Lewis noted that he has been to Squamish twice, and has opted to keep his distance in the last year due to the pandemic.

However, he said he's been paying attention to news coming from the town. He's been meeting with locals — such as the Streamkeepers — online.

Lewis noted that his impression was that housing was a major priority for people in town, as manyare being priced out.

"I think Squamish, like so many places, is in the midst of a housing crunch in many different dimensions," he said.

He said housing and climate solutions are both related.

"All of these parts of our coastal and B.C. communities [are] on the front lines of the climate crisis, and, for me, they're very linked because we need more housing desperately and housing is a climate solution," said Lewis.

"Buildings and houses account for a big proportion of our emissions and we need zero-emissions housing and we need jobs."

As a result, a big government investment in housing for working people — not market housing that favours investors — is needed, he said.

Regarding the Liberals' promise for a wide-sweeping daycare program, Lewis said the party made similar promises decades ago, but little came out of it.

"There's a huge, vast chasm of difference between another big Liberal promise and actually coming through," said Lewis.
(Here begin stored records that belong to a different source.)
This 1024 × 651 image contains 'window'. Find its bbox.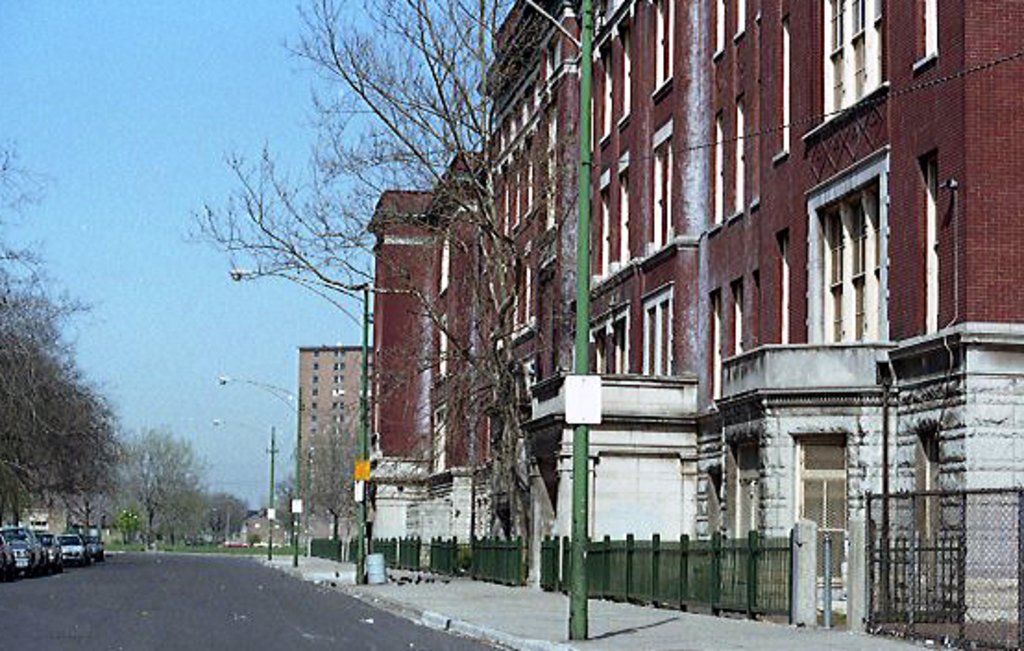
rect(730, 96, 749, 211).
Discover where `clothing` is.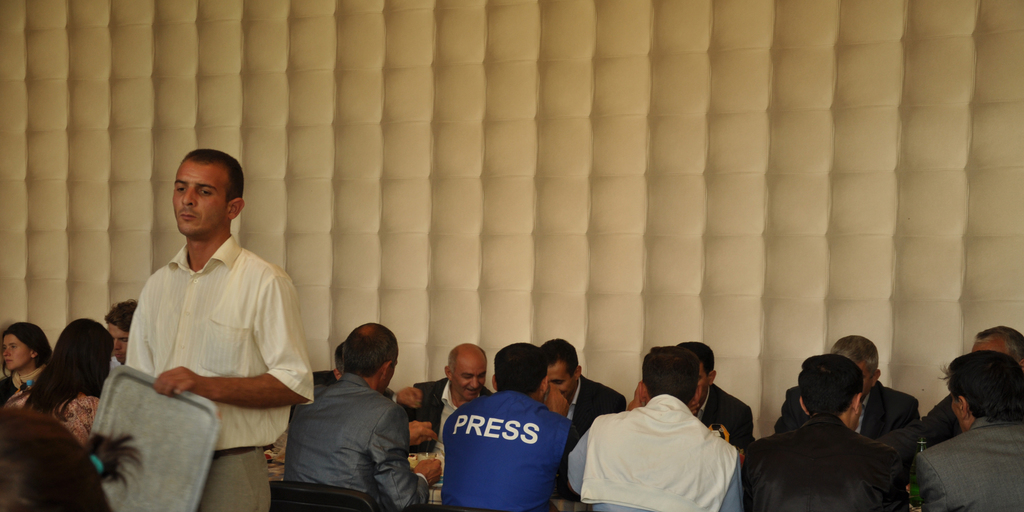
Discovered at (x1=12, y1=392, x2=100, y2=453).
"Sure, they understand how badly people want it, but what we really need as a society is to deliver it."

Lewis said it's also necessary to avoid seeing issues as competing with each other, and he advocated for "an economy based on care" as a means to address issues like housing, climate change and healthcare all at once.
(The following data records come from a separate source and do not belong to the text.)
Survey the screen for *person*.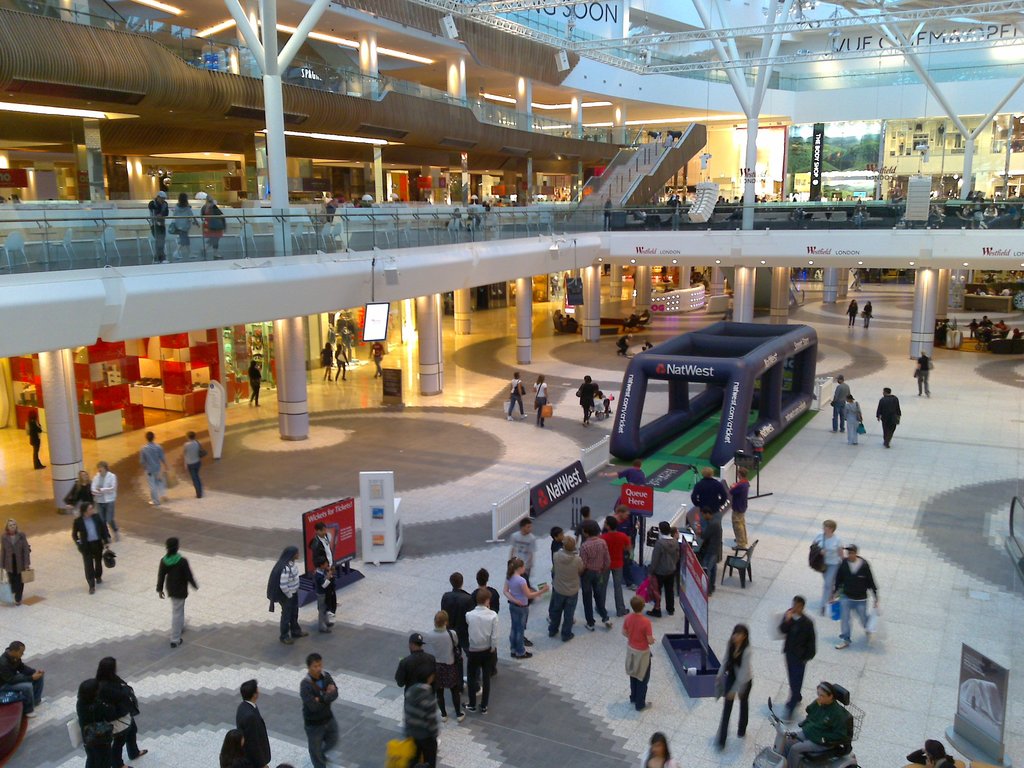
Survey found: x1=731 y1=467 x2=749 y2=548.
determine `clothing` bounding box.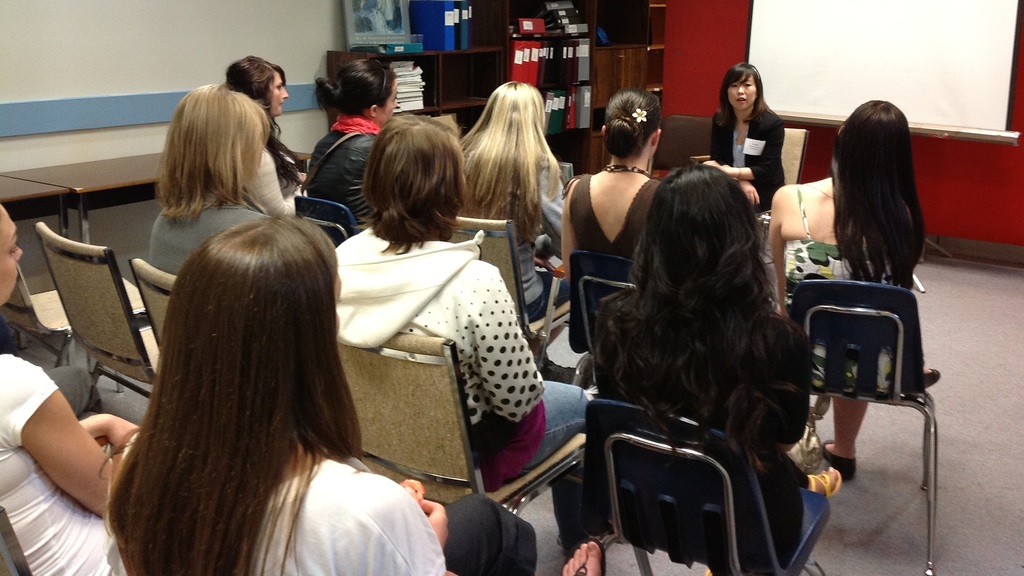
Determined: 244/148/309/216.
Investing in childcare, long-term care, education and healthcare are a means of providing services for people while supporting a greener economy, as they are all low-carbon jobs, he said.

With respect to local environmental causes, Lewis had fighting words with respect to Woodfibre LNG.

"In terms of environmental issues in Squamish, I think fracked methane gas...should not be ripped out of the ground and out the bedrock in the north of the province, should not be piped across Indigenous territory and through precious ecosystems, should not be liquefied, creating more emissions and loaded onto tankers to then travel through vulnerable and precious coastal waters. There's just no part of that that is a good idea."

He said the federal government needs to invest in a massive transition to hit climate change goals.

"The tragedy is that we're still fighting over fossil fuel projects instead of the federal government investing massively in a transition, which will create hundreds of thousands of jobs and won't hold a gas pump nozzle to the head of a community and say, 'Either accept these jobs or you get nothing.' That's the actual tragedy."

Lewis will be following in the footsteps of his father Stephen Lewis and his grandfather David Lewis, who both had political careers.

Stephen Lewis C.C., was the leader of the social-democratic Ontario New Democratic Party for most of the 1970s. During that time, David Lewis was simultaneously the leader of the federal New Democratic Party.

Lewis has had a vast 25-year career in journalism, spanning from his first job as a local news reporter in his hometown of Toronto in 1990 to hosting TV shows and creating award-winning documentaries.

He's well known for launching a documentary show on Al Jazeera English called Fault Lines, as well as his feature documentaries The Take, released in 2004, and more recently This Changes Everything, in 2015.

Lewis will attend the West Vancouver-Sunshine Coast-Sea to Sky Country NDP nomination meeting on May 22 at 4 p.m.